During the course of our hands-on session with Anthem, we were able to take a break and sit down for an interview with BioWare Executive Producer Mark Darrah to discuss the next title from the company primarily known for such series as Dragon Age and Mass Effect. Throughout our conversation, we talked about how the game came to be, what players should expect at release, what BioWare has planned for post-launch content, and more.
Game Rant: Why was Anthem chosen as the final title for the game?
GR: How quickly do you believe the team will be able to make bug fixes, balance changes for weapons, or anything in the world that might need fixing?
GR: How does Anthem intend to avoid potential content drought and keep players engaged within its loot-driven play cycles?
Now, I think we can do a lot of stuff to react to the way people are going to engage with exploits, to deal with features that are maybe broken under certain circumstances just from the server side, which we can do right away.
Then we introduce additional content things where we want to have a much quicker conversation with our players than we have in the past where we are dropping things more regularly, more often, and one of the things on that is Cataclysms. It’s relatively big–not big like a piece of story DLC we’ve done in the past–but something to chew on for a while that changes the meta, that introduces new ways to think about the game, and then we can do that on a regular cadence to make it feel like the game is pushing back on you as you’re reaching your horizon, and we can then introduce a new horizon, a new goal that keeps you engaged over long term.
GR: Did the team ever think about letting players fly constantly rather than there being cool downs and other restrictions involved?
GR: Be it connected shooters, platformers, or what have you, what games did BioWare look to as inspiration before the formulation of Anthem?
GR: If PvP ever does get introduced, what would BioWare have to change with Anthem in order to make it fit?
And there’s a lot of examples of games out there with flying, but what’s really been interesting on this game is, I think, with flying and combat sort of banged into each other, that’s been where we’ve actually found something special, which I don’t really think exists out there right now, and so we’ve had to kind of forge our own path. But I think in that forging, that’s where we’ve really found something.
So, it also lets us do more different weapons that, again, don’t have to take into account the fact that there’s a person on the other side of that. Things like the Sparkbeam are very good against AI, but actually, probably quite useless if you’re using it against somebody who can dodge and get out of the way.
If we were to introduce PvP in the future, there would have to be other criteria where we could narrow that realm. So that either means a mode where everyone’s a Storm, or everyone has to be the same Javelin, or a mode where gear is restricted in some way. We wouldn’t want to do it where we restrict gear for the game as a whole, because that just degrades the PvP experience in the service of PvP. If we were to add a PvP experience in the future, we would want it to be connected to the experience you’re having in PvP, but somehow restrained to allow that balance to come in.
GR: It’s been confirmed that Anthem will have Seasonal Events of some kind, but how will they work?
GR: When Cataclysms were originally called Shaper Storms, Anthem lead producer Mike Gamble said in an interview that they could theoretically fit Mass Effect’s universe into them. Could Cataclysms feature crossover events in that regard?
The second thing is Cataclysms. Cataclysms are much more of that season more in the way that something like Diablo has a season, or Hearthstone has a season, where it’s a timed event with specific gains to the end of a bigger thing with more story attached to it, with more endgame purpose.
GR: Right. You wouldn’t want to have older intellectual properties overshadow the new one.
GR: When you have the free time, what games are you able to play other than Anthem?
GR: Are there any games you’re looking forward to?
So, right now, there isn’t really anything. I’ll be playing Anthem after it comes out, but there’s things I need to get back to, for sure.
GR: Understandable. Finally, what will Anthem offer that no other game can?
Anthem is scheduled to release on February 22, 2019 for PC, PlayStation 4, and Xbox One.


Assignment: Extract the complete listing and output it unchanged.

Source data:
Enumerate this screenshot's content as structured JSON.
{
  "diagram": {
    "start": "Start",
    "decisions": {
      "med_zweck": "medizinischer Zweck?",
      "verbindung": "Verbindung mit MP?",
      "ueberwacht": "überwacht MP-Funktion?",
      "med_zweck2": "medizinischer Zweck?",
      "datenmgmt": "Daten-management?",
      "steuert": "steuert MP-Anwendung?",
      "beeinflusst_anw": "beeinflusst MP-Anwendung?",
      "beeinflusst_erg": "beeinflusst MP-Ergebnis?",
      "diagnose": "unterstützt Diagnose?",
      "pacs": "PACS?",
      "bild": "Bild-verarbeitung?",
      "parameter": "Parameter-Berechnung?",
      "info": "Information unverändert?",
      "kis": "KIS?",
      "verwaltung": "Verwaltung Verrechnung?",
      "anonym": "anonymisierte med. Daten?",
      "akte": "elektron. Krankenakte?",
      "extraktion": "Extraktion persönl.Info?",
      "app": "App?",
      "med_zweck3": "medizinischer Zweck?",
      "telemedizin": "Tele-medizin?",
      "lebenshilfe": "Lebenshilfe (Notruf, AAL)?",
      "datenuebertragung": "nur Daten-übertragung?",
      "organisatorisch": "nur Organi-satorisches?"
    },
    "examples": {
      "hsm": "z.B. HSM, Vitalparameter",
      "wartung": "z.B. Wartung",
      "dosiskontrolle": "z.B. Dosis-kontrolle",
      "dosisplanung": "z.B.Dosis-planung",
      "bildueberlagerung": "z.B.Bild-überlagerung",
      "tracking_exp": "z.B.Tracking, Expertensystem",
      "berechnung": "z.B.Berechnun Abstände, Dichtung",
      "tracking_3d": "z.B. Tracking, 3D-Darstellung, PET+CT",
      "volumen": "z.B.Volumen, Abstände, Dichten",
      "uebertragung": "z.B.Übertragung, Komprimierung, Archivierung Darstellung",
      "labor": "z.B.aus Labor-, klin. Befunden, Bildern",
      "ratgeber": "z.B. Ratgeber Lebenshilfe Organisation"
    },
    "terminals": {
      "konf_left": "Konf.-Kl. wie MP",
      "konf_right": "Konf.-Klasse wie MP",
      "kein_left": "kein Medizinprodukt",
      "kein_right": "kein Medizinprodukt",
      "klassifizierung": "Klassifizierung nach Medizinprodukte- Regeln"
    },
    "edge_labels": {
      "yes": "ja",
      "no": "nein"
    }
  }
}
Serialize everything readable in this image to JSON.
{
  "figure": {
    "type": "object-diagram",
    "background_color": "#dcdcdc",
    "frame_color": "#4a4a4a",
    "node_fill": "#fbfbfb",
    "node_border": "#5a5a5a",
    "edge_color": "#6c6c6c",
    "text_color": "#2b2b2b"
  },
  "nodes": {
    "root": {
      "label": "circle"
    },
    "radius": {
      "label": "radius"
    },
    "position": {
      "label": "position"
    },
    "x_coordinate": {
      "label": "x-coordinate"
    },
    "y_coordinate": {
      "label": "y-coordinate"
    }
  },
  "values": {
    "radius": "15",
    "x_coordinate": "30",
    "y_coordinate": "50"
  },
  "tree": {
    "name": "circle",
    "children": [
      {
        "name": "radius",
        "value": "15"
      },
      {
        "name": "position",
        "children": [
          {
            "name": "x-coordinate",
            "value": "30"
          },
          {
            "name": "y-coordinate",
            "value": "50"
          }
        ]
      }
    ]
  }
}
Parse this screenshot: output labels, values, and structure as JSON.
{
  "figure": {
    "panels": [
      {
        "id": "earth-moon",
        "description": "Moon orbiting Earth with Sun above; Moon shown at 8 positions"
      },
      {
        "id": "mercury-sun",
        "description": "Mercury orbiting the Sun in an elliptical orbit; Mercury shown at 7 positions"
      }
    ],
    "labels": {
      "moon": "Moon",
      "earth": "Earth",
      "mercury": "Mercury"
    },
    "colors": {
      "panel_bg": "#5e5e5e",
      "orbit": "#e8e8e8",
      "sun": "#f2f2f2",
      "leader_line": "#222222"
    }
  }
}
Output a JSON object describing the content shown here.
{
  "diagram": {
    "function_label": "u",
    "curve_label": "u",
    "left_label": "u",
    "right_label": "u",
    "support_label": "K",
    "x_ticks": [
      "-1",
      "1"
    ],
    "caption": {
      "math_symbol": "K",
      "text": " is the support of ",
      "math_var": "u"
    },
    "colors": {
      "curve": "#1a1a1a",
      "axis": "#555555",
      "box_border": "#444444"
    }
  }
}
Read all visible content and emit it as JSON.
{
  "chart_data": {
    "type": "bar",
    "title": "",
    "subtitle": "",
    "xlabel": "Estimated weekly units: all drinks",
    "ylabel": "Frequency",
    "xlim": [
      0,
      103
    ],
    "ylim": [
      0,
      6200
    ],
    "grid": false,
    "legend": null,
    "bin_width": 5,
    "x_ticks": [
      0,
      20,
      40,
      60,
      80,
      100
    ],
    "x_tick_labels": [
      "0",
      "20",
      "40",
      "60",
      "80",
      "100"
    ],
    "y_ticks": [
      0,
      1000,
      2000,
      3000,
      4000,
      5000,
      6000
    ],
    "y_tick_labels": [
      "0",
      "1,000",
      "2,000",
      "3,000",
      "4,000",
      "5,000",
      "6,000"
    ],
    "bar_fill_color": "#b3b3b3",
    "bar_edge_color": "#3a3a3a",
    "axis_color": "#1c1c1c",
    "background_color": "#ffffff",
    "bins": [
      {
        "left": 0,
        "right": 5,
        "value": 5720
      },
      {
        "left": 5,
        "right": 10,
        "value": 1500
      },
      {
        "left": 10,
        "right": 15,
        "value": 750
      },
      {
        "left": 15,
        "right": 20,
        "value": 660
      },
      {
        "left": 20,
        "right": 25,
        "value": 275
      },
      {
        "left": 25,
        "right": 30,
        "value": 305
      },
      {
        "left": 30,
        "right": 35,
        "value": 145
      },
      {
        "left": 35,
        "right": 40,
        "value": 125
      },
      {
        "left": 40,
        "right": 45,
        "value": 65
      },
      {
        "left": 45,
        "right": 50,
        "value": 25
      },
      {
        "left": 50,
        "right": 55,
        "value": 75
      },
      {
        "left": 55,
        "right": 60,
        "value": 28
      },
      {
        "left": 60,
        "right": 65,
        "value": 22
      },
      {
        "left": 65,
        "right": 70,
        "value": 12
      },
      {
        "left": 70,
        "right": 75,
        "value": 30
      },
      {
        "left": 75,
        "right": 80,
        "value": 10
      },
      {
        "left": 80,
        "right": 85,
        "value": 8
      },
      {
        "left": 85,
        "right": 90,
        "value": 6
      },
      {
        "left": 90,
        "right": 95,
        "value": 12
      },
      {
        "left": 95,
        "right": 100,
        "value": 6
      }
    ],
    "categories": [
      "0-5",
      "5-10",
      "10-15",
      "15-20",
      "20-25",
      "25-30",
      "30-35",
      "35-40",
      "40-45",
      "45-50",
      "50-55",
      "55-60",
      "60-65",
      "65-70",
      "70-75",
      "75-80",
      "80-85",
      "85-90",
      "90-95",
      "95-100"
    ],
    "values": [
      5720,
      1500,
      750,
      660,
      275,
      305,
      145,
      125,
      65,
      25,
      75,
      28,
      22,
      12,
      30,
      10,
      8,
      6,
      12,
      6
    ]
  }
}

Task answer:
Enumerate this screenshot's content as structured JSON.
{
  "diagram": {
    "start": "Start",
    "decisions": {
      "med_zweck": "medizinischer Zweck?",
      "verbindung": "Verbindung mit MP?",
      "ueberwacht": "überwacht MP-Funktion?",
      "med_zweck2": "medizinischer Zweck?",
      "datenmgmt": "Daten-management?",
      "steuert": "steuert MP-Anwendung?",
      "beeinflusst_anw": "beeinflusst MP-Anwendung?",
      "beeinflusst_erg": "beeinflusst MP-Ergebnis?",
      "diagnose": "unterstützt Diagnose?",
      "pacs": "PACS?",
      "bild": "Bild-verarbeitung?",
      "parameter": "Parameter-Berechnung?",
      "info": "Information unverändert?",
      "kis": "KIS?",
      "verwaltung": "Verwaltung Verrechnung?",
      "anonym": "anonymisierte med. Daten?",
      "akte": "elektron. Krankenakte?",
      "extraktion": "Extraktion persönl.Info?",
      "app": "App?",
      "med_zweck3": "medizinischer Zweck?",
      "telemedizin": "Tele-medizin?",
      "lebenshilfe": "Lebenshilfe (Notruf, AAL)?",
      "datenuebertragung": "nur Daten-übertragung?",
      "organisatorisch": "nur Organi-satorisches?"
    },
    "examples": {
      "hsm": "z.B. HSM, Vitalparameter",
      "wartung": "z.B. Wartung",
      "dosiskontrolle": "z.B. Dosis-kontrolle",
      "dosisplanung": "z.B.Dosis-planung",
      "bildueberlagerung": "z.B.Bild-überlagerung",
      "tracking_exp": "z.B.Tracking, Expertensystem",
      "berechnung": "z.B.Berechnun Abstände, Dichtung",
      "tracking_3d": "z.B. Tracking, 3D-Darstellung, PET+CT",
      "volumen": "z.B.Volumen, Abstände, Dichten",
      "uebertragung": "z.B.Übertragung, Komprimierung, Archivierung Darstellung",
      "labor": "z.B.aus Labor-, klin. Befunden, Bildern",
      "ratgeber": "z.B. Ratgeber Lebenshilfe Organisation"
    },
    "terminals": {
      "konf_left": "Konf.-Kl. wie MP",
      "konf_right": "Konf.-Klasse wie MP",
      "kein_left": "kein Medizinprodukt",
      "kein_right": "kein Medizinprodukt",
      "klassifizierung": "Klassifizierung nach Medizinprodukte- Regeln"
    },
    "edge_labels": {
      "yes": "ja",
      "no": "nein"
    }
  }
}
Serialize everything readable in this image to JSON.
{
  "figure": {
    "type": "object-diagram",
    "background_color": "#dcdcdc",
    "frame_color": "#4a4a4a",
    "node_fill": "#fbfbfb",
    "node_border": "#5a5a5a",
    "edge_color": "#6c6c6c",
    "text_color": "#2b2b2b"
  },
  "nodes": {
    "root": {
      "label": "circle"
    },
    "radius": {
      "label": "radius"
    },
    "position": {
      "label": "position"
    },
    "x_coordinate": {
      "label": "x-coordinate"
    },
    "y_coordinate": {
      "label": "y-coordinate"
    }
  },
  "values": {
    "radius": "15",
    "x_coordinate": "30",
    "y_coordinate": "50"
  },
  "tree": {
    "name": "circle",
    "children": [
      {
        "name": "radius",
        "value": "15"
      },
      {
        "name": "position",
        "children": [
          {
            "name": "x-coordinate",
            "value": "30"
          },
          {
            "name": "y-coordinate",
            "value": "50"
          }
        ]
      }
    ]
  }
}
Parse this screenshot: output labels, values, and structure as JSON.
{
  "figure": {
    "panels": [
      {
        "id": "earth-moon",
        "description": "Moon orbiting Earth with Sun above; Moon shown at 8 positions"
      },
      {
        "id": "mercury-sun",
        "description": "Mercury orbiting the Sun in an elliptical orbit; Mercury shown at 7 positions"
      }
    ],
    "labels": {
      "moon": "Moon",
      "earth": "Earth",
      "mercury": "Mercury"
    },
    "colors": {
      "panel_bg": "#5e5e5e",
      "orbit": "#e8e8e8",
      "sun": "#f2f2f2",
      "leader_line": "#222222"
    }
  }
}
Output a JSON object describing the content shown here.
{
  "diagram": {
    "function_label": "u",
    "curve_label": "u",
    "left_label": "u",
    "right_label": "u",
    "support_label": "K",
    "x_ticks": [
      "-1",
      "1"
    ],
    "caption": {
      "math_symbol": "K",
      "text": " is the support of ",
      "math_var": "u"
    },
    "colors": {
      "curve": "#1a1a1a",
      "axis": "#555555",
      "box_border": "#444444"
    }
  }
}
Read all visible content and emit it as JSON.
{
  "chart_data": {
    "type": "bar",
    "title": "",
    "subtitle": "",
    "xlabel": "Estimated weekly units: all drinks",
    "ylabel": "Frequency",
    "xlim": [
      0,
      103
    ],
    "ylim": [
      0,
      6200
    ],
    "grid": false,
    "legend": null,
    "bin_width": 5,
    "x_ticks": [
      0,
      20,
      40,
      60,
      80,
      100
    ],
    "x_tick_labels": [
      "0",
      "20",
      "40",
      "60",
      "80",
      "100"
    ],
    "y_ticks": [
      0,
      1000,
      2000,
      3000,
      4000,
      5000,
      6000
    ],
    "y_tick_labels": [
      "0",
      "1,000",
      "2,000",
      "3,000",
      "4,000",
      "5,000",
      "6,000"
    ],
    "bar_fill_color": "#b3b3b3",
    "bar_edge_color": "#3a3a3a",
    "axis_color": "#1c1c1c",
    "background_color": "#ffffff",
    "bins": [
      {
        "left": 0,
        "right": 5,
        "value": 5720
      },
      {
        "left": 5,
        "right": 10,
        "value": 1500
      },
      {
        "left": 10,
        "right": 15,
        "value": 750
      },
      {
        "left": 15,
        "right": 20,
        "value": 660
      },
      {
        "left": 20,
        "right": 25,
        "value": 275
      },
      {
        "left": 25,
        "right": 30,
        "value": 305
      },
      {
        "left": 30,
        "right": 35,
        "value": 145
      },
      {
        "left": 35,
        "right": 40,
        "value": 125
      },
      {
        "left": 40,
        "right": 45,
        "value": 65
      },
      {
        "left": 45,
        "right": 50,
        "value": 25
      },
      {
        "left": 50,
        "right": 55,
        "value": 75
      },
      {
        "left": 55,
        "right": 60,
        "value": 28
      },
      {
        "left": 60,
        "right": 65,
        "value": 22
      },
      {
        "left": 65,
        "right": 70,
        "value": 12
      },
      {
        "left": 70,
        "right": 75,
        "value": 30
      },
      {
        "left": 75,
        "right": 80,
        "value": 10
      },
      {
        "left": 80,
        "right": 85,
        "value": 8
      },
      {
        "left": 85,
        "right": 90,
        "value": 6
      },
      {
        "left": 90,
        "right": 95,
        "value": 12
      },
      {
        "left": 95,
        "right": 100,
        "value": 6
      }
    ],
    "categories": [
      "0-5",
      "5-10",
      "10-15",
      "15-20",
      "20-25",
      "25-30",
      "30-35",
      "35-40",
      "40-45",
      "45-50",
      "50-55",
      "55-60",
      "60-65",
      "65-70",
      "70-75",
      "75-80",
      "80-85",
      "85-90",
      "90-95",
      "95-100"
    ],
    "values": [
      5720,
      1500,
      750,
      660,
      275,
      305,
      145,
      125,
      65,
      25,
      75,
      28,
      22,
      12,
      30,
      10,
      8,
      6,
      12,
      6
    ]
  }
}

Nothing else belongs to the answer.